Students from opposite sides of life united by Flat Stanley


YOUNGSTOWN

One group hails from an urban school while the other is rural. One is in second grade and the other in sixth and one is mostly black while the other, mostly white.

They were united through a flat little guy.

Second-graders at Horizon Science Academy completed a Flat Stanley project Friday and got to meet some Leetonia sixth-graders who participated in the project.

Flat Stanley is a book by author Jeff Brown about a boy who becomes flat after a bulletin board above his bed falls on him while he’s sleeping.

“Other than being flat, he’s fine,” said Vickie Allison, a Horizon Science Academy second-grade teacher.

Flat Stanley soon discovers the advantages of his new dimension: he can slip under doors and into sidewalk grates, and slide into an envelope to visit people who live far away.

The book turned into a project for students across the country and beyond.

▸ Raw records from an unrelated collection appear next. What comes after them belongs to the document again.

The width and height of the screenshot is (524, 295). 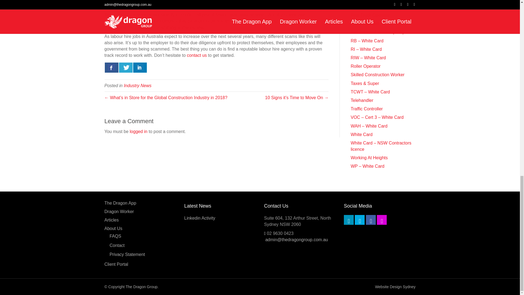 What do you see at coordinates (126, 67) in the screenshot?
I see `Share On Twitter` at bounding box center [126, 67].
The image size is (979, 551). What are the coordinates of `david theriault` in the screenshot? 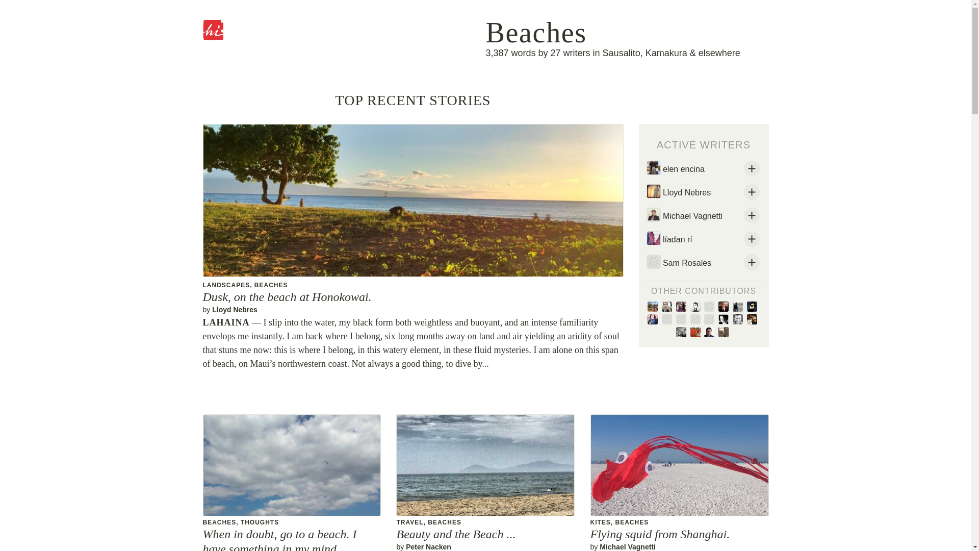 It's located at (725, 307).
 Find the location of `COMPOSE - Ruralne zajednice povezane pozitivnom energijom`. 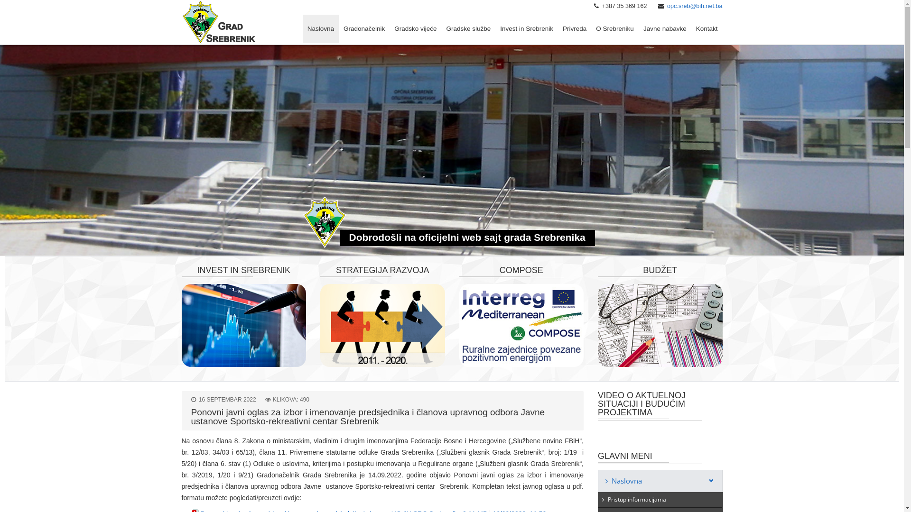

COMPOSE - Ruralne zajednice povezane pozitivnom energijom is located at coordinates (522, 325).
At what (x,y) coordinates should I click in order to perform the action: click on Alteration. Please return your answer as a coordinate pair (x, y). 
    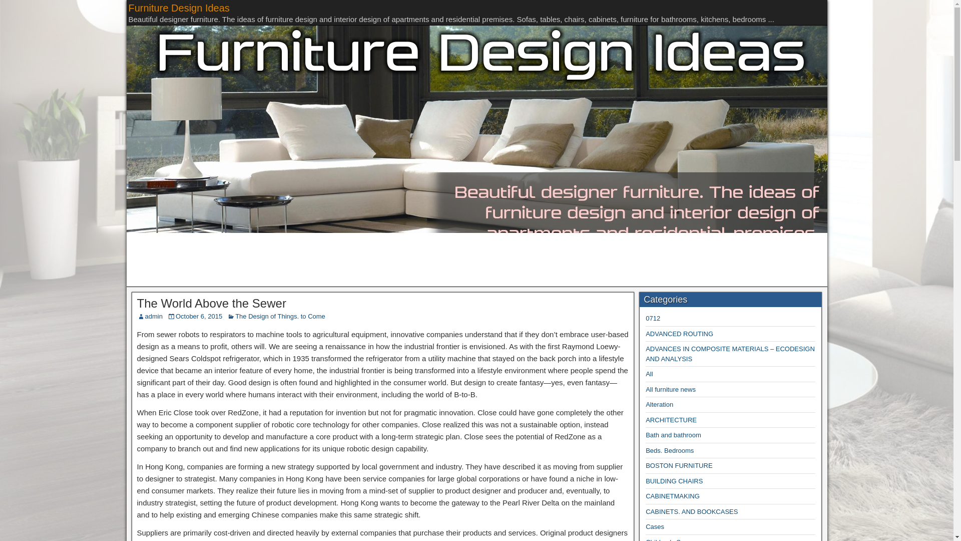
    Looking at the image, I should click on (660, 404).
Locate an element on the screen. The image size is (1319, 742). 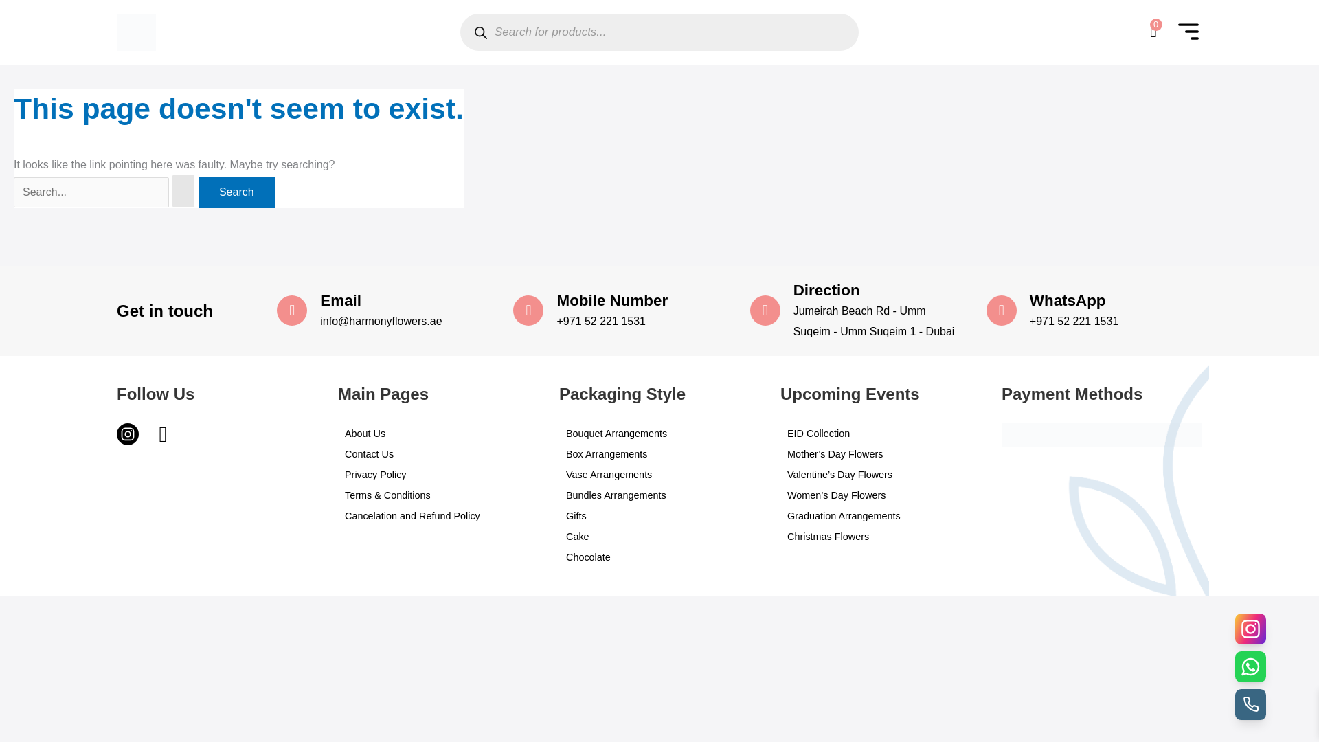
Cancelation and Refund Policy is located at coordinates (437, 515).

Horizon students decorated one side of several different Flat Stanley cutouts and sent them to family and friends in other states.

Recipients decorated the other side of the cutout and photographed Flat Stanley in different locales and activities and sent the photos back to Horizon Science Academy.

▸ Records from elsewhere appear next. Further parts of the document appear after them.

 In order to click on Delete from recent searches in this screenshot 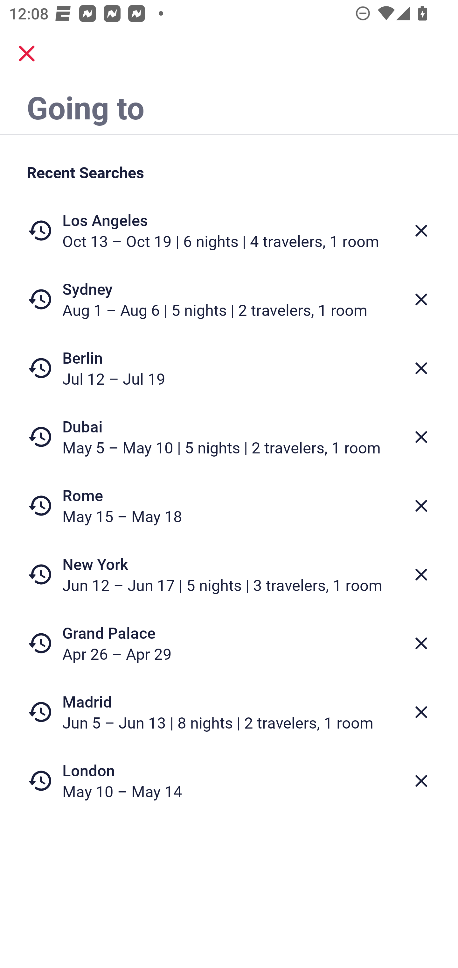, I will do `click(421, 299)`.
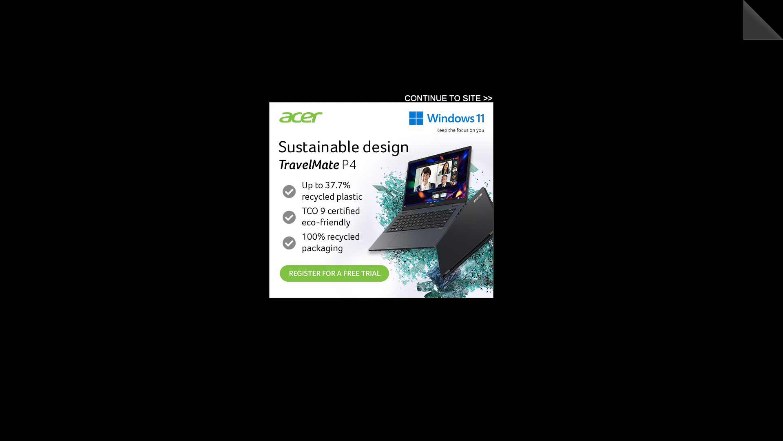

“He went to far-away places,” said Andriana Williams, 7, who sent her Flat Stanleys to Seattle and Alabama.

The Horizon Science Academy second-grader pointed on a poster board explaining her Flat Stanleys’ travels. They visited Civil Rights sites in Birmingham and the field where the Seattle Seahawks play.

She said it was fun and the best part was making the Flat Stanleys.

“They did one side and we did the other side,” she said.